Physiologia Kircheriana experimentalis: general information of the treatise and the fate of a copy from the collections of Sakhalin regional universal scientific library
Keywords:
Athanasius Kircher, Johann Stephan Kestler, Johannes Janssenius van Waesberge, Physiologia Kircheriana experimentalis, history of science, Baroque science, book monument, library science, Sakhalin Regional Universal Scientific LibraryAbstract
The article is dedicated to natural philosophy work “Kircher’s Experimental Physiology” and divided into two parts. In the first part we give a general representation of the contents of the book, which is closely related to the history of its creation. Published fifteen years earlier, “Subterranean World” by the Jesuit Athanasius Kircher received a controversial reception from the contemporaries: both among forerunners of modern scientific thought, who criticized Kircher for his theory of panspermia, and even more so among researchers, who believed in the possibility of transmuting metals through alchemy, which reality Kircher rejected. In response to this criticism, his disciple Johann Stephan Kestler compiled in 1675 a compendium of his master’s previously published texts, accompanied by his own comments, which was published five years later. The second part of the article is dedicated to a copy of the book stored in the collection of the Sakhalin Regional Universal Scientific Library. Established as a book monument in 2020, it entered the library in 1972 from the V. I. Lenin State Library of the USSR (current Russian State Library) collection; however, we have only indirect and fragmentary evidences of its previous history and its further specialized study, as it seems to us, is of significant scientific interest what we are trying to actualize in the text.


**Your objective:** An exact copy of every entry is required, minus the pictures.

---------- Entries provided ----------

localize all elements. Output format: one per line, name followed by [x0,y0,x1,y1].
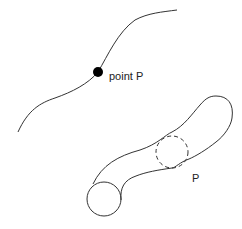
mid-cross-section-circle [156,136,188,168]
tube-lower-edge [121,142,216,200]
point-p-dot [93,67,103,77]
point-p-label: point P [109,70,143,82]
tube-p-label: P [192,172,199,184]
tube-top-cap [216,96,232,142]
diagram-canvas: point P P [0,0,242,229]
end-cross-section-circle [87,182,121,216]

----------

**Solution:**
localize all elements. Output format: one per line, name followed by [x0,y0,x1,y1].
mid-cross-section-circle [156,136,188,168]
tube-lower-edge [121,142,216,200]
point-p-dot [93,67,103,77]
point-p-label: point P [109,70,143,82]
tube-p-label: P [192,172,199,184]
tube-top-cap [216,96,232,142]
diagram-canvas: point P P [0,0,242,229]
end-cross-section-circle [87,182,121,216]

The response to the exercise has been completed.